[Xorp-hackers] Limitations for multiple instances of XORP

Bruce M Simpson bms at incunabulum.net
Wed Feb 27 08:46:48 PST 2008


Kaplan, Michael A wrote:
>
> I am running multiple instances of XORP on a single machine. I’m 
> looking for some data points in regards to how many instances a system 
> can handle before keeling over. Has anyone else experimented in 
> running multiple XORP instances?
>  
>

Haven't done this myself, although it is definitely a research topic.

A lot of work has gone into making it possible to run XORP virtual 
routers for simulation purposes, and I believe this is what some of Mark 
Handley's students at UCL have been involved with, perhaps they will 
chime in.

What I can tell you is that the sizable runtime memory footprint is 
going to have an effect -- the short answer is, try it and see. You say 
nothing about the size of this machine you're running XORP on, which 
XORP processes you are running, how you've built/linked them, so 
anything here is pure speculation without real data.

But I've just had some coffee, so I'll wax lyrical.

ELF lazy symbol binding will probably have a negligible effect on 
runtime performance, when executables are first loaded.

Sure, page sharing will be a factor at the single executable level, but 
it's not the same as benchmarking the actual reduction in footprint when 
shared libraries are introduced across the board, something I did last 
year but haven't published.

I've done work on reducing this in build engineering land, by rototiling 
for shared libraries, something which people don't seem to want to get 
involved with ("Help me Obi-Wanken Autotools, you're my only hope") 
judging by the burgeoning silence on the topic -- or, perhaps it's more 
open source tragedy of the commons, what can we get for nothing this 
week/month?

[Cue slapstick humour]

The lack of progress is understandably so, given that the quality of the 
freely available tools has only recently come to the point where doing 
it for a moderately sized software project such as XORP, has been 
feasible, i.e. Boost.Build.

Also it qualifies as an "engineering topic", so academics don't get 
rewarded for writing papers about it.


**What is being asked**.
Could you copy every record exactly, leaving the pictures behind?

**Given records**.

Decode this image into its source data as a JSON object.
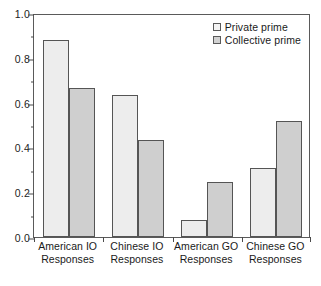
{
  "chart_data": {
    "type": "bar",
    "title": "",
    "xlabel": "",
    "ylabel": "",
    "ylim": [
      0.0,
      1.0
    ],
    "grid": false,
    "legend_position": "top-right",
    "categories": [
      "American IO Responses",
      "Chinese IO Responses",
      "American GO Responses",
      "Chinese GO Responses"
    ],
    "category_lines": [
      [
        "American IO",
        "Responses"
      ],
      [
        "Chinese IO",
        "Responses"
      ],
      [
        "American GO",
        "Responses"
      ],
      [
        "Chinese GO",
        "Responses"
      ]
    ],
    "series": [
      {
        "name": "Private prime",
        "color": "#ededed",
        "values": [
          0.88,
          0.635,
          0.075,
          0.31
        ]
      },
      {
        "name": "Collective prime",
        "color": "#cfcfcf",
        "values": [
          0.665,
          0.435,
          0.245,
          0.52
        ]
      }
    ],
    "y_ticks_major": [
      0.0,
      0.2,
      0.4,
      0.6,
      0.8,
      1.0
    ],
    "y_tick_labels": [
      "0.0",
      "0.2",
      "0.4",
      "0.6",
      "0.8",
      "1.0"
    ],
    "y_ticks_minor": [
      0.1,
      0.3,
      0.5,
      0.7,
      0.9
    ]
  },
  "axes": {
    "y_tick_labels": [
      "1.0",
      "0.8",
      "0.6",
      "0.4",
      "0.2",
      "0.0"
    ]
  },
  "legend": {
    "items": [
      {
        "label": "Private prime"
      },
      {
        "label": "Collective prime"
      }
    ]
  }
}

**Written reply**.
Decode this image into its source data as a JSON object.
{
  "chart_data": {
    "type": "bar",
    "title": "",
    "xlabel": "",
    "ylabel": "",
    "ylim": [
      0.0,
      1.0
    ],
    "grid": false,
    "legend_position": "top-right",
    "categories": [
      "American IO Responses",
      "Chinese IO Responses",
      "American GO Responses",
      "Chinese GO Responses"
    ],
    "category_lines": [
      [
        "American IO",
        "Responses"
      ],
      [
        "Chinese IO",
        "Responses"
      ],
      [
        "American GO",
        "Responses"
      ],
      [
        "Chinese GO",
        "Responses"
      ]
    ],
    "series": [
      {
        "name": "Private prime",
        "color": "#ededed",
        "values": [
          0.88,
          0.635,
          0.075,
          0.31
        ]
      },
      {
        "name": "Collective prime",
        "color": "#cfcfcf",
        "values": [
          0.665,
          0.435,
          0.245,
          0.52
        ]
      }
    ],
    "y_ticks_major": [
      0.0,
      0.2,
      0.4,
      0.6,
      0.8,
      1.0
    ],
    "y_tick_labels": [
      "0.0",
      "0.2",
      "0.4",
      "0.6",
      "0.8",
      "1.0"
    ],
    "y_ticks_minor": [
      0.1,
      0.3,
      0.5,
      0.7,
      0.9
    ]
  },
  "axes": {
    "y_tick_labels": [
      "1.0",
      "0.8",
      "0.6",
      "0.4",
      "0.2",
      "0.0"
    ]
  },
  "legend": {
    "items": [
      {
        "label": "Private prime"
      },
      {
        "label": "Collective prime"
      }
    ]
  }
}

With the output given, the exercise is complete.